Is Florida Considering Killing the Free Market?
Rooftop solar is the ultimate energy choice for freedom-loving Floridians, and the state’s only free market energy option.
Florida has historically been a free market leader in the United States. Business taxes are low, there’s no state income tax, and the regulatory burden is light. In fact, Florida is regularly listed as a top-five state to do business in. Even during the pandemic, the state’s economy continued to grow at a healthy clip.
Unfortunately, this is all being threatened by the power and influence of this state’s monopoly utilities. These utilities, Florida Power & Light (FPL), Duke Energy, and Tampa Electric Company (TECO), each has distinct service areas with a captive customer base and are therefore not subject to free-market competition.
Last fall the Public Service Commission (PSC) approved record rate increases for these three utilities that are already jacking up folks’ electric bills—some Floridians cited a $100 a month increase for January. And these rates are slated to increase even more over the next few years.
For Floridians upset by these price increases, the only real recourse is to install solar panels on your roof and start making your own energy. More than 90,000 Florida homeowners have already become more energy independent with rooftop solar.

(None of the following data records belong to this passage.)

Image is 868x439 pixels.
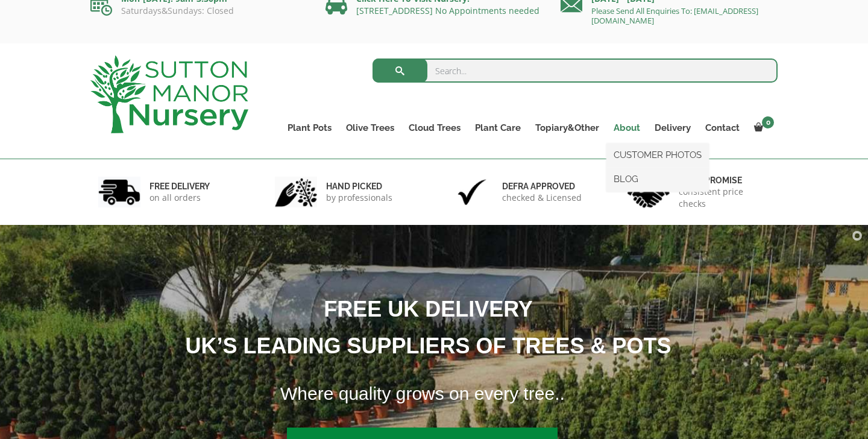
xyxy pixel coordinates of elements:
[468,120,529,136] a: Plant Care
[628,173,670,211] img: 4.jpg
[451,176,493,208] img: 3.jpg
[373,59,779,82] input: Search...
[339,120,401,136] a: Olive Trees
[607,146,709,164] a: CUSTOMER PHOTOS
[90,6,308,16] p: Saturdays&Sundays: Closed
[529,120,607,136] a: Topiary&Other
[266,375,858,412] h1: Where quality grows on every tree..
[647,120,698,136] a: Delivery
[149,180,210,192] h6: FREE DELIVERY
[356,5,539,17] a: [STREET_ADDRESS] No Appointments needed
[679,174,771,185] h6: Price promise
[502,192,582,204] p: checked & Licensed
[90,56,248,133] img: logo
[401,120,468,136] a: Cloud Trees
[327,192,392,204] p: by professionals
[591,6,758,25] a: Please Send All Enquiries To: [EMAIL_ADDRESS][DOMAIN_NAME]
[502,180,582,192] h6: Defra approved
[679,185,771,210] p: consistent price checks
[149,192,210,204] p: on all orders
[607,120,647,136] a: About
[698,120,747,136] a: Contact
[275,176,317,208] img: 2.jpg
[281,120,339,136] a: Plant Pots
[762,117,774,128] span: 0
[747,120,778,136] a: 0
[607,170,709,188] a: BLOG
[327,180,392,192] h6: hand picked
[98,176,140,208] img: 1.jpg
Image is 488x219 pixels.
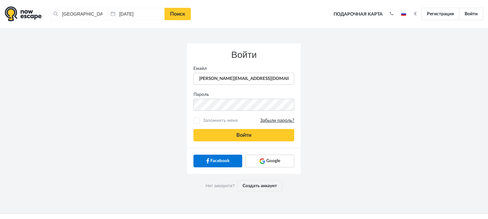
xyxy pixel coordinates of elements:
strong: € [414,12,417,16]
input: Город или название квеста [50,8,108,20]
div: Нет аккаунта? [187,174,301,198]
a: Войти [459,8,483,20]
h3: Войти [194,50,294,60]
span: Google [266,158,280,164]
span: Запомнить меня [201,117,294,124]
button: € [411,11,420,17]
a: Создать аккаунт [237,181,283,192]
img: ru.jpg [401,12,406,16]
a: Подарочная карта [331,7,385,21]
a: Регистрация [422,8,460,20]
label: Емайл [189,65,299,72]
a: Поиск [165,8,191,20]
a: Facebook [194,155,242,167]
img: logo [5,6,42,21]
a: Забыли пароль? [260,118,294,124]
button: Войти [194,129,294,141]
input: Дата [108,8,165,20]
label: Пароль [189,91,299,98]
input: Запомнить меняЗабыли пароль? [195,119,199,123]
a: Google [246,155,294,167]
span: Facebook [210,158,230,164]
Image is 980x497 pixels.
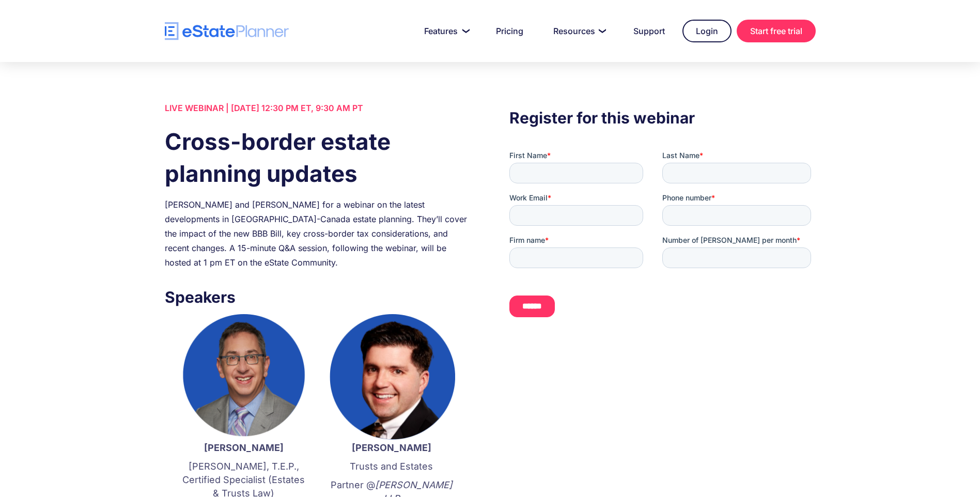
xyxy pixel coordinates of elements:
iframe: Form 0 [509,150,815,326]
h3: Speakers [165,285,470,309]
h1: Cross-border estate planning updates [165,125,470,190]
a: Pricing [483,21,536,41]
a: Start free trial [737,20,815,42]
a: Login [682,20,732,42]
strong: [PERSON_NAME] [352,442,431,453]
a: Support [621,21,677,41]
a: home [165,22,289,41]
div: [PERSON_NAME] and [PERSON_NAME] for a webinar on the latest developments in [GEOGRAPHIC_DATA]-Can... [165,198,470,269]
p: Trusts and Estates [328,460,455,473]
div: LIVE WEBINAR | [DATE] 12:30 PM ET, 9:30 AM PT [165,101,470,115]
h3: Register for this webinar [509,106,815,129]
a: Resources [541,21,616,41]
strong: [PERSON_NAME] [204,442,284,453]
a: Features [411,21,478,41]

Now, FPL is moving to foreclose even that option by killing rooftop solar in the state.
The utility has drafted legislation that is now moving through the state legislature thanks to Senator Jen Bradley (Dist. 5) and Representative Lawrence McClure (Dist. 58). At the behest of FPL, those two introduced a set of bills (SB1024 & HB741) that will essentially prevent individual households’ or businesses' from generating their own power.
These identical bills would allow FPL, and the state’s other utilities, to stop paying fair market value for the excess energy customers with rooftop solar produce and send back to the grid. As if that was not bad enough, the legislation also allows utilities to add punitive and arbitrary fees for people with solar panels.

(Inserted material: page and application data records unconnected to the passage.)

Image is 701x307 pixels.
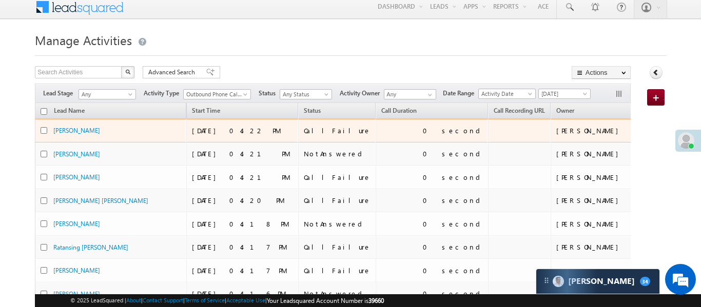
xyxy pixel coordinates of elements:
a: [PERSON_NAME] [53,150,100,158]
div: [DATE] 04:16 PM [192,289,293,299]
img: Search [125,69,130,74]
span: Lead Name [49,105,90,118]
span: Status [259,89,280,98]
button: Actions [571,66,630,79]
div: NotAnswered [304,149,371,158]
span: Owner [556,107,574,114]
span: Your Leadsquared Account Number is [267,297,384,305]
span: © 2025 LeadSquared | | | | | [70,296,384,306]
div: 0 second [423,126,484,135]
div: [DATE] 04:17 PM [192,243,293,252]
span: Lead Stage [43,89,77,98]
input: Check all records [41,108,47,115]
a: Outbound Phone Call Activity [183,89,251,100]
a: Contact Support [143,297,183,304]
a: [PERSON_NAME] [53,173,100,181]
span: Manage Activities [35,32,132,48]
a: Any [78,89,136,100]
div: [PERSON_NAME] .d [556,266,641,275]
a: [PERSON_NAME] [53,267,100,274]
a: Terms of Service [185,297,225,304]
span: Any Status [280,90,329,99]
div: 0 second [423,220,484,229]
a: [DATE] [538,89,590,99]
span: Outbound Phone Call Activity [184,90,246,99]
span: 39660 [368,297,384,305]
div: 0 second [423,243,484,252]
span: Advanced Search [148,68,198,77]
a: [PERSON_NAME] [PERSON_NAME] [53,197,148,205]
a: Show All Items [422,90,435,100]
a: [PERSON_NAME] [53,290,100,298]
div: 0 second [423,149,484,158]
div: [PERSON_NAME] .d [556,196,641,205]
div: [DATE] 04:21 PM [192,149,293,158]
div: CallFailure [304,266,371,275]
div: CallFailure [304,243,371,252]
span: 34 [640,277,650,286]
div: [PERSON_NAME] .d [556,243,641,252]
div: 0 second [423,289,484,299]
div: [DATE] 04:17 PM [192,266,293,275]
div: NotAnswered [304,289,371,299]
div: [DATE] 04:21 PM [192,173,293,182]
span: Call Duration [381,107,416,114]
div: [PERSON_NAME] .d [556,126,641,135]
a: Call Duration [376,105,422,118]
img: Carter [552,276,564,287]
a: Acceptable Use [226,297,265,304]
span: Activity Type [144,89,183,98]
div: 0 second [423,266,484,275]
div: [DATE] 04:22 PM [192,126,293,135]
a: [PERSON_NAME] [53,220,100,228]
span: Activity Date [479,89,532,98]
div: [PERSON_NAME] .d [556,149,641,158]
div: 0 second [423,173,484,182]
span: Call Recording URL [493,107,545,114]
a: Status [299,105,326,118]
div: [DATE] 04:18 PM [192,220,293,229]
input: Type to Search [384,89,436,100]
span: [DATE] [539,89,587,98]
div: 0 second [423,196,484,205]
span: Start Time [192,107,220,114]
div: [PERSON_NAME] .d [556,220,641,229]
img: carter-drag [542,276,550,285]
a: About [126,297,141,304]
span: Date Range [443,89,478,98]
a: Activity Date [478,89,535,99]
span: Any [79,90,132,99]
a: Start Time [187,105,225,118]
div: carter-dragCarter[PERSON_NAME]34 [535,269,660,294]
div: [PERSON_NAME] .d [556,173,641,182]
div: CallFailure [304,126,371,135]
div: NotAnswered [304,220,371,229]
a: [PERSON_NAME] [53,127,100,134]
div: [DATE] 04:20 PM [192,196,293,205]
a: Ratansing [PERSON_NAME] [53,244,128,251]
div: CallFailure [304,173,371,182]
span: Status [304,107,321,114]
div: CallFailure [304,196,371,205]
span: Activity Owner [340,89,384,98]
a: Any Status [280,89,332,100]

In short, this amounts to a massive and punitive tax on folks who choose to generate their own, independent power. The clear goal of FPL is to discourage rooftop solar and keep everyone under its thumb, forcing them to pay whatever it and the other monopoly utilities charge for electricity.
The punitive fees allowed under SB1024 and HB741 are not limited to families and individual households either. The fees also apply to schools, churches, and businesses with rooftop solar panels.
Donations to religious institutions are at an all-time low. Inexpensive solar power has emerged as a lifeline for congregations to quite literally keep the lights on. Churches operating on ultra-thin margins cannot afford huge and unanticipated rate hikes.
This legislation also poses a massive threat to Florida’s dynamic small-business community. Hundreds of small businesses in Florida have installed solar as a prudent, long-term investment to save on their energy bills and take advantage of being in the Sunshine State. Now, the rules of the game could change, undermining their investment and sticking them with huge bills they have not budgeted for.
Senator Bradley, Representative McClure—and anyone else who supports this legislation—cannot be genuine, pro-capitalism conservatives while carrying water for a monopoly utility that is committed to squashing any and all free-market competition.
Not only do these bills prevent Floridians from being more energy independent, they will be a major job killer. Not only do they stand to eliminate a big chunk of the 10,000 jobs created by the Florida solar industry, but also reduce the job opportunities associated with solar’s broader economic impact and growth.
Rooftop solar is the ultimate energy choice for freedom-loving Floridians, and the state’s only free-market energy option. It not only frees folks from record-high electricity bills, it helps everyone by diversifying the grid—making it more resilient to storms and other possible disruptions.
Simply put, SB1024 and HB741 would stomp out liberty and strangle Florida’s free-market golden goose, just to facilitate a huge power grab by FPL. Surely these bills are not something Governor Ron DeSantis and a majority of the Republicans in Tallahassee will go along with. Will they?
The governor thus far has a well-earned reputation as a champion of the free market. Support for this market-rigging legislation would upend that, as it requires totally abandoning one's core conservative values on the altar of FPL.
FPL wants to crush our liberty. Tallahassee needs to just say no.